Pillar 5: Master the art of collaboration and storytelling

And last but certainly not least, the top-performing FP&A teams don’t just crunch numbers—they step into the shoes of a business owner. They operate as strategic partners, aligning their efforts with the company’s overarching goals and supporting teams across the organization to make smarter, data-driven decisions.

While strong technical skills are foundational, they’re only part of the equation. Winning teams know how to pair these skills with a cohesive narrative that reflects the broader business context. They are the mirror and the flashlight for the business, reflecting what’s happening and illuminating what’s ahead.

They elevate their role from passive data hunters to proactive business partners, collaborating closely with stakeholders to refine plans and ensure alignment. They’re no longer just a back-office function; they’ve become the glue that connects the front office, blending technical expertise with interpersonal “people skills” to serve as cross-functional cheerleaders and champions.

And what really separates the top 1% from the other 99% is their mastery of storytelling. They become chameleons, adapting their pitch and approach to different audiences, whether it’s exciting engineers about how a product launch added to revenue or customer success about how their efforts are boosting NRR.

By adopting a business owner mindset, these teams become indispensable partners. They don’t just analyze the past—they help shape the future, empowering the organization to take confident steps toward its strategic objectives. This mindset transforms finance into a critical driver of growth and alignment across the entire business.

Take your FP&A team from good to great in 2025

The path to FP&A greatness isn’t defined by one major leap but by a series of deliberate, consistent steps. Every process, decision, and interaction has a snowball effect that builds toward greater impact. 

At Aleph, we work with thousands of FP&A professionals across a range of company sizes, industries, and stages of maturity. Every team’s dynamic is different, but the common thread is that they all built a solid foundation using these five pillars. 

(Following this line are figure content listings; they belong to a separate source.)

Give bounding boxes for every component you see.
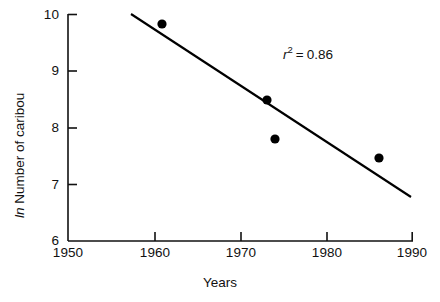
data-point-1961 <box>157 19 166 28</box>
x-tick-label-1980: 1980 <box>299 245 355 260</box>
y-axis-title-rest: Number of caribou <box>12 93 27 208</box>
caribou-decline-figure: 10 9 8 7 6 1950 1960 1970 1980 1990 ln N… <box>0 0 440 302</box>
r-squared-value: 0.86 <box>307 47 333 62</box>
r-squared-operator: = <box>293 47 307 62</box>
x-tick-label-1990: 1990 <box>384 245 440 260</box>
x-tick-label-1960: 1960 <box>127 245 183 260</box>
y-tick-label-8: 8 <box>33 120 59 135</box>
y-tick-label-10: 10 <box>33 7 59 22</box>
data-point-markers <box>157 19 383 162</box>
x-tick-label-1970: 1970 <box>213 245 269 260</box>
caption-remnant <box>10 293 430 302</box>
y-axis-title-italic-prefix: ln <box>12 207 27 218</box>
x-axis-ticks <box>155 232 412 241</box>
x-axis-title: Years <box>0 275 440 290</box>
x-tick-label-1950: 1950 <box>40 245 96 260</box>
regression-line <box>131 14 411 197</box>
y-axis-ticks <box>68 15 77 185</box>
y-tick-label-7: 7 <box>33 177 59 192</box>
r-squared-exponent: 2 <box>288 44 293 55</box>
r-squared-annotation: r2=0.86 <box>283 44 333 62</box>
data-point-1974 <box>270 134 279 143</box>
data-point-1973 <box>262 95 271 104</box>
y-axis-title: ln Number of caribou <box>12 93 27 218</box>
y-tick-label-9: 9 <box>33 63 59 78</box>
data-point-1986 <box>374 153 383 162</box>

This list doesn’t even scratch the surface of what lies beneath each pillar. In the coming weeks, we’ll dive deep into the “how” for each pillar with a series of templates, case studies, and webinars. We hope you’ll subscribe and follow along. 👇


Our goal with this series is to help other FP&A teams navigate their journey and give back to the FP&A community that Aleph was built on top of. A rising tide lifts all boats.

If you’re interested in seeing how Aleph’s platform helps build these pillars faster and stronger, we’d love to show you around.